TR/ST : The Destroyer-1
The base impulses of industrial music have, in the modern day, largely been sublimated into synth pop-driven electronic body music (EBM). The sounds are cleaner and more mature, emotive yet not so lusty except in the darkest corners of the catalogs of veteran acts and labels. In a musical world lately full of chilly, vaporous waves, it’s been hard to find someone to split the difference between goth-night dancefloors and their stereotypical/logical extensions to pleasures of the flesh. On his third album performing as TR/ST, Toronto musician Robert Alfons finally sounds ready to leap off that precipice.
TR/ST’s brand of edgy neo-electro has always hinted at being more streamlined and polished than most, but Alfons’ first two albums in this form (2012’s self-titled debut, 2014’s Joyland) seemed overstuffed with ideas. Some songs were coated with fuzz and ambience, and Alfons traded off vocals with Maya Postepski of Austra. The Destroyer-1—the first half of a two-part, 16-song collection to be completed this November—brings laser guidance to TR/ST sounds and themes. Here they achieve surprising levels of addition by subtraction: Postepski’s focus on production duties, combined with this LP’s abbreviated length, make this album propulsive in a way the others weren’t.
Surrounded by despairing keyboards and lyrical generalities (“In the darkness no-one knows/Round and round we go”), this album wholly embraces the isolation and dark, even seedy atmospheres of its recording locations: Los Angeles, and an Ontario cabin. Yet the entertaining brooding is driven home by Alfons’ sleazy affected vocals even more so than TR/ST’s crystalline synths. He’s instantly reminiscent of Faithless’ Maxi Jazz or VNV Nation’s Ronan Harris, with dips into the Orbital/David Gray universe for this album’s balladry and more uplifting arrangements.
But even these—”Gone,” “Control Me,” “Wake With”—portray Alfons or his protagonists as unable or unwilling to form traditional attachment, and quite a bit kinky. With implicit or explicit mentions of gender roles, submissiveness, insertions and more, The Destroyer-1 is a soundtrack for many “scenes.” TR/ST here have done more than just make background noise for casual encounters; they’ve become worthy carriers of synth pop’s earnest flame, and dirty hot ones at that. It suggests that November, and The Destroyer-2, can’t come fast enough.
Similar Albums:
The Soft Moon – Criminal
Silent Servant – Shadows of Death and Desire
Grimes – Art Angels
Adam Blyweiss is associate editor of Treble. A graphic designer and design teacher by trade, Adam has written about music since his 1990s college days and been published at MXDWN and e|i magazine. Based in Philadelphia, Adam has also DJ’d for terrestrial and streaming radio from WXPN and WKDU.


_WORK INSTRUCTION_:
Check every line of the data and copy the ones where "swatch" appears.

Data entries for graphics
----------------

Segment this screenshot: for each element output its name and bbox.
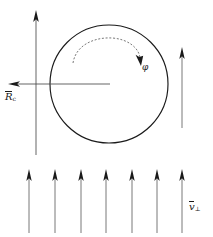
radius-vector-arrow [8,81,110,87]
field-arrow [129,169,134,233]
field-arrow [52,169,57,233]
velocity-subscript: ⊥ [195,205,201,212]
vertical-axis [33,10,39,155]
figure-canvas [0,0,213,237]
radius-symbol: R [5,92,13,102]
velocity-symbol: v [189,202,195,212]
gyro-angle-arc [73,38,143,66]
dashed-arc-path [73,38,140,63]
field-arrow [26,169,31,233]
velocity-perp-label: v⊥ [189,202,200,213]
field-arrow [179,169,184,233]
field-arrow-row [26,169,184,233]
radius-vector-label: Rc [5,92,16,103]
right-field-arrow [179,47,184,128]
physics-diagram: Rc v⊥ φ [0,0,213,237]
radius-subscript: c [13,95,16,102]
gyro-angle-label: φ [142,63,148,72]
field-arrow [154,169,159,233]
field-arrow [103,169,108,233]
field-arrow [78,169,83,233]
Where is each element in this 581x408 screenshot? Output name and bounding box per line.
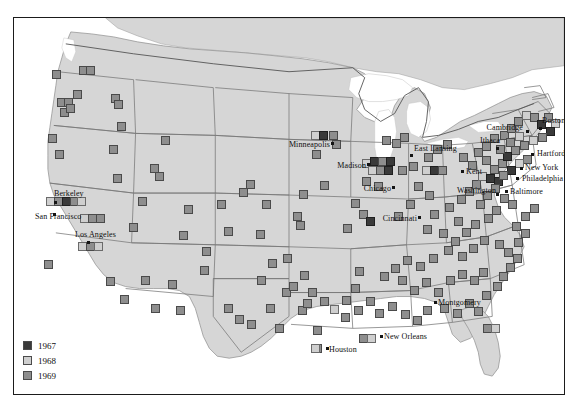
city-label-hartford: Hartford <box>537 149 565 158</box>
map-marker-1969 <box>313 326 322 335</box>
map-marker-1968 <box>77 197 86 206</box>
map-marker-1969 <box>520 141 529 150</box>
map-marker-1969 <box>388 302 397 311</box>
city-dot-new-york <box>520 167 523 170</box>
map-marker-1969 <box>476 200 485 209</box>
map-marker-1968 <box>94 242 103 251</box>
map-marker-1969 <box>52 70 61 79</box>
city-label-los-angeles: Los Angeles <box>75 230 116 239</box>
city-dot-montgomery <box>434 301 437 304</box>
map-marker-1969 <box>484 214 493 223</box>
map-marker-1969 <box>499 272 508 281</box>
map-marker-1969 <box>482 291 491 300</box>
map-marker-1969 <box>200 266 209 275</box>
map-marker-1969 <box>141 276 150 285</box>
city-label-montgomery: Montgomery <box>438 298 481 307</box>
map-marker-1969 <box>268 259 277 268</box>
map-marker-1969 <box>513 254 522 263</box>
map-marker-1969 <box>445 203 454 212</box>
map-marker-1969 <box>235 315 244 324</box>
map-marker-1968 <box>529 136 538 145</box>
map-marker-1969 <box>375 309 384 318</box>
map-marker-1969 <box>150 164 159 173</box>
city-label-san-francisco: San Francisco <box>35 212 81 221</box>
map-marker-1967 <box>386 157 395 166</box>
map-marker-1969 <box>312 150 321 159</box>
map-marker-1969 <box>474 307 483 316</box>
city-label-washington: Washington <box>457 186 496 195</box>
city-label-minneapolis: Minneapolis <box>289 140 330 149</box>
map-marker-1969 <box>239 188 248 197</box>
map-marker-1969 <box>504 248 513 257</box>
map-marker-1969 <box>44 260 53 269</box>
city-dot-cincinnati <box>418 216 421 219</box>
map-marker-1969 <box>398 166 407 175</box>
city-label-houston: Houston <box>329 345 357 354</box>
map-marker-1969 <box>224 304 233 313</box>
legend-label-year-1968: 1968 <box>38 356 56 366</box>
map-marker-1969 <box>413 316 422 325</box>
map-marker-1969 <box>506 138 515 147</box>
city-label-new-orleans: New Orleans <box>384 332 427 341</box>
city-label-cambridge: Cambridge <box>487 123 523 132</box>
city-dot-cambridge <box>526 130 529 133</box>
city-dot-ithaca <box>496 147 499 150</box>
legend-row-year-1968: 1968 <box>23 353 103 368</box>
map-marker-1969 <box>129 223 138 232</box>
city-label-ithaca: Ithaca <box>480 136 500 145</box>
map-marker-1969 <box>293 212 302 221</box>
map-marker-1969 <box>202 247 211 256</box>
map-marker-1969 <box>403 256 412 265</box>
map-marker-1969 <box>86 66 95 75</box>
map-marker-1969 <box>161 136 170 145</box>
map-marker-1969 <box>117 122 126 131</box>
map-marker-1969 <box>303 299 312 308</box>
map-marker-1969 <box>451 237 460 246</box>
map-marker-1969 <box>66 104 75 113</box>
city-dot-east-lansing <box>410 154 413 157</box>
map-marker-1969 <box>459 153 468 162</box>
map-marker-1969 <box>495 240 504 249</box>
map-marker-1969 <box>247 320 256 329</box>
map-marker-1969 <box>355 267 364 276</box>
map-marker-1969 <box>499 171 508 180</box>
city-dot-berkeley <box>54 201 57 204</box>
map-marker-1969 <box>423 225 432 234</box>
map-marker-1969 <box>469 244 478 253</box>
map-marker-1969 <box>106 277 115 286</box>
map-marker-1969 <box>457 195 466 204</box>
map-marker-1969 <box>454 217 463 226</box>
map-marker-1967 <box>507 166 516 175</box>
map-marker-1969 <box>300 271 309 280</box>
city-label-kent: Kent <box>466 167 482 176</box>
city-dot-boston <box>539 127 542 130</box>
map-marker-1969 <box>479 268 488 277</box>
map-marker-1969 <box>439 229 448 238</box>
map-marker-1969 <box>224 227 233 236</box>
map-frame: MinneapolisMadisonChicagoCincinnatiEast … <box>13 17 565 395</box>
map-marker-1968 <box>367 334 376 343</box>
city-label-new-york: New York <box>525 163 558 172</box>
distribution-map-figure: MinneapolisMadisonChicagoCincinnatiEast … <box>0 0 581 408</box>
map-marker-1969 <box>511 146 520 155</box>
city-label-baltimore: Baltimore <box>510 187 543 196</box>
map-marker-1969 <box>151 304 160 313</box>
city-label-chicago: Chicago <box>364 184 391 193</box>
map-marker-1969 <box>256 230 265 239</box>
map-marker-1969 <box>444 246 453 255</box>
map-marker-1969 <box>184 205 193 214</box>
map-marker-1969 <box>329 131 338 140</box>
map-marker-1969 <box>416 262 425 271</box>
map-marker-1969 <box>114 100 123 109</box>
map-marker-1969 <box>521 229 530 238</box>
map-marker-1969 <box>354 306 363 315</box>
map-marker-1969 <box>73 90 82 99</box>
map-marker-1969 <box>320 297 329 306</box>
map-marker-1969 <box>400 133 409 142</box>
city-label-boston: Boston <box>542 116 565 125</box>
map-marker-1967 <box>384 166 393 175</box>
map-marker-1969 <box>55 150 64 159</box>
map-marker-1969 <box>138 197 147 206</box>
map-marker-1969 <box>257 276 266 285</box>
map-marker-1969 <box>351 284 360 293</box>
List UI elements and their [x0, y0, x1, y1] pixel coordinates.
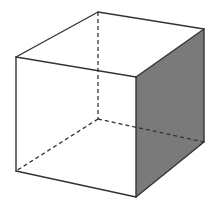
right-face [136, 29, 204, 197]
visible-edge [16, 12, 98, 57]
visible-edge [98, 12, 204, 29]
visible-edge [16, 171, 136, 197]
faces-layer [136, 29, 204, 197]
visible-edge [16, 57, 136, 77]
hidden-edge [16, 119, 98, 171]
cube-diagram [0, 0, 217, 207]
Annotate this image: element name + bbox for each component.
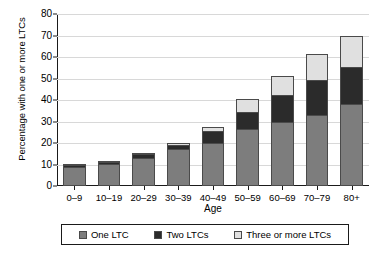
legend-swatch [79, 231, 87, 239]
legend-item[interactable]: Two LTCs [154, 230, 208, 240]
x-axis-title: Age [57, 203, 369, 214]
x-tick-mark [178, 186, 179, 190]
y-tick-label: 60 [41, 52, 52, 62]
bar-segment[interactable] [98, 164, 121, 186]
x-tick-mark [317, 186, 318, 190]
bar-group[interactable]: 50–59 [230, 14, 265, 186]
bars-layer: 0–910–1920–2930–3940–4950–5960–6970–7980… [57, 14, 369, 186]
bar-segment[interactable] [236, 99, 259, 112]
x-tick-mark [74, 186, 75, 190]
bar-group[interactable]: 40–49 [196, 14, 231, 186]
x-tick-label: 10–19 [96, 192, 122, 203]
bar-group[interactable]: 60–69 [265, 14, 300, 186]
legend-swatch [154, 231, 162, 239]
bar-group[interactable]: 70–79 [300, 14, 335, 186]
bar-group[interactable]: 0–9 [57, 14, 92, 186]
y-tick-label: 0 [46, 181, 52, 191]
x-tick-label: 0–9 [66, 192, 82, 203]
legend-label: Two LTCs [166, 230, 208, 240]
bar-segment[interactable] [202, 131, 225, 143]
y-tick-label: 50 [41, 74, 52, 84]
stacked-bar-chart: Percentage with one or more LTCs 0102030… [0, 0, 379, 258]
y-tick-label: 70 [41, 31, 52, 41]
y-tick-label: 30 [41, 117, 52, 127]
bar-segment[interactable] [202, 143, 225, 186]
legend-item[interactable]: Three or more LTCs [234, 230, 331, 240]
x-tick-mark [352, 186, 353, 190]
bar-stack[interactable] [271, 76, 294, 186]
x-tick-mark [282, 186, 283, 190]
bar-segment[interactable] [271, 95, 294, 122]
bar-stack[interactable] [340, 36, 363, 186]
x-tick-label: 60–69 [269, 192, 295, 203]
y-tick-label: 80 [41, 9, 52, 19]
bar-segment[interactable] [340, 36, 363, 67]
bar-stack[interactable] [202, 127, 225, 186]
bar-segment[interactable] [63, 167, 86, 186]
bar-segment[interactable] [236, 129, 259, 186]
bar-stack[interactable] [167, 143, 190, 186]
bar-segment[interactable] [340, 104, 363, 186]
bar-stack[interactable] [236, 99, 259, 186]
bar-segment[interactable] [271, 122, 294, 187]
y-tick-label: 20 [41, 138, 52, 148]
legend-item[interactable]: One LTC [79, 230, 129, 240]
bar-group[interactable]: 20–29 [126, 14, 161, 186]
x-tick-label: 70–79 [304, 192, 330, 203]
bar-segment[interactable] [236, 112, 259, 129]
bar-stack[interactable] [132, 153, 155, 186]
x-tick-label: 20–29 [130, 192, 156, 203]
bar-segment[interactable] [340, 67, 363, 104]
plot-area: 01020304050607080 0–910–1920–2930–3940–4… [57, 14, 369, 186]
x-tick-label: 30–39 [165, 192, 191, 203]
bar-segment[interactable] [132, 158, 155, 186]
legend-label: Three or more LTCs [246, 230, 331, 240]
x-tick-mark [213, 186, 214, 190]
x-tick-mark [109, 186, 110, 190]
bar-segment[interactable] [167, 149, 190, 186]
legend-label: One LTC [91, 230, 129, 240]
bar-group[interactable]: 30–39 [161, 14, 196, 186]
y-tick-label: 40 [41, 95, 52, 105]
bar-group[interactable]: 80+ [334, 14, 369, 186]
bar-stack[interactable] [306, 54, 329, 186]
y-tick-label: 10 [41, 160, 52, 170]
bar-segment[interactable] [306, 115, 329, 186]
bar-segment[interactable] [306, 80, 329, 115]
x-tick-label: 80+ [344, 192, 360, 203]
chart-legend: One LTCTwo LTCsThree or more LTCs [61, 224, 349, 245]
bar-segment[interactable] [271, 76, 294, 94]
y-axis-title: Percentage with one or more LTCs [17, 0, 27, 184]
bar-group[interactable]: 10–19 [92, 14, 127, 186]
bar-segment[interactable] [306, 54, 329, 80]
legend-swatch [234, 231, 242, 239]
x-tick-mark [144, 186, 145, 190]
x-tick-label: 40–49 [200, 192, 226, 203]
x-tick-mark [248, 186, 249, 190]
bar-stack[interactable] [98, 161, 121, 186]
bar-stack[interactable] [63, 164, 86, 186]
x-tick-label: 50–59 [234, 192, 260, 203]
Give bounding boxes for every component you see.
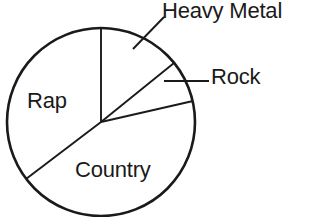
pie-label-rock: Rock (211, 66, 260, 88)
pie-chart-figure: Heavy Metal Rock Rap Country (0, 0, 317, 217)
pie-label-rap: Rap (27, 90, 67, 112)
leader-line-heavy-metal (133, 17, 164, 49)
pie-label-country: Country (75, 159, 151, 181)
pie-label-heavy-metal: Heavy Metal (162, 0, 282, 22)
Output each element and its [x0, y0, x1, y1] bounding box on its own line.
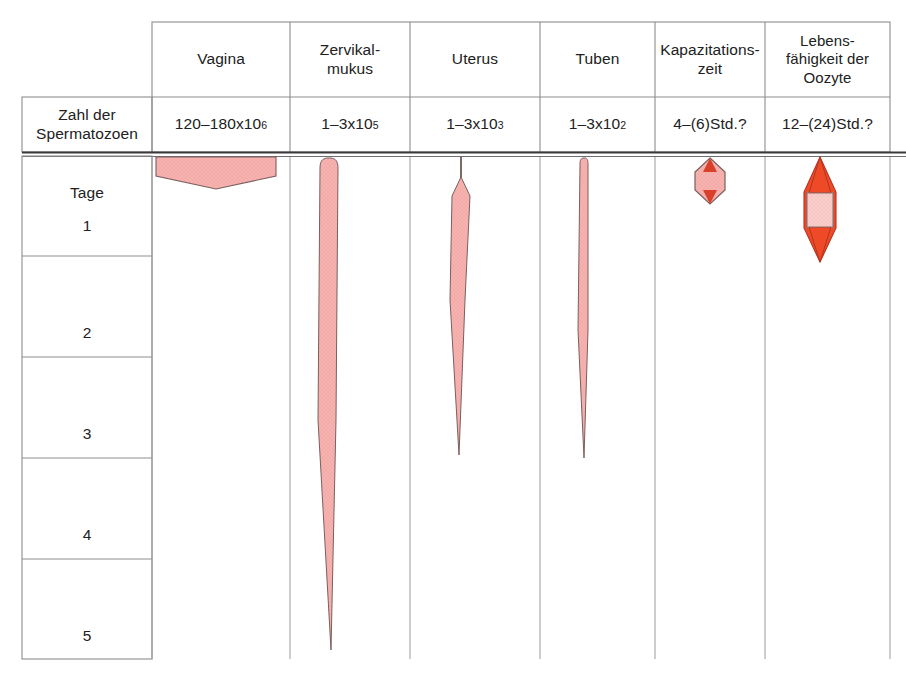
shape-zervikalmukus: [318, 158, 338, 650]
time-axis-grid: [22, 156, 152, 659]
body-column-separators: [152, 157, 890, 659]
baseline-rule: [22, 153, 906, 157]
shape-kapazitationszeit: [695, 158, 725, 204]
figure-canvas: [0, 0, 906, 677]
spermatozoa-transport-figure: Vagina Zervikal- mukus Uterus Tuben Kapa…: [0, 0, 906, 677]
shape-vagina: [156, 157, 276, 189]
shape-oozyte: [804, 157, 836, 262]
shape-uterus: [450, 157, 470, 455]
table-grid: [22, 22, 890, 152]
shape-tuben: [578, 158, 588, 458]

----------------

_RESULT OF THIS TASK_:
legend-swatch [79, 231, 87, 239]
legend-swatch [154, 231, 162, 239]
legend-swatch [234, 231, 242, 239]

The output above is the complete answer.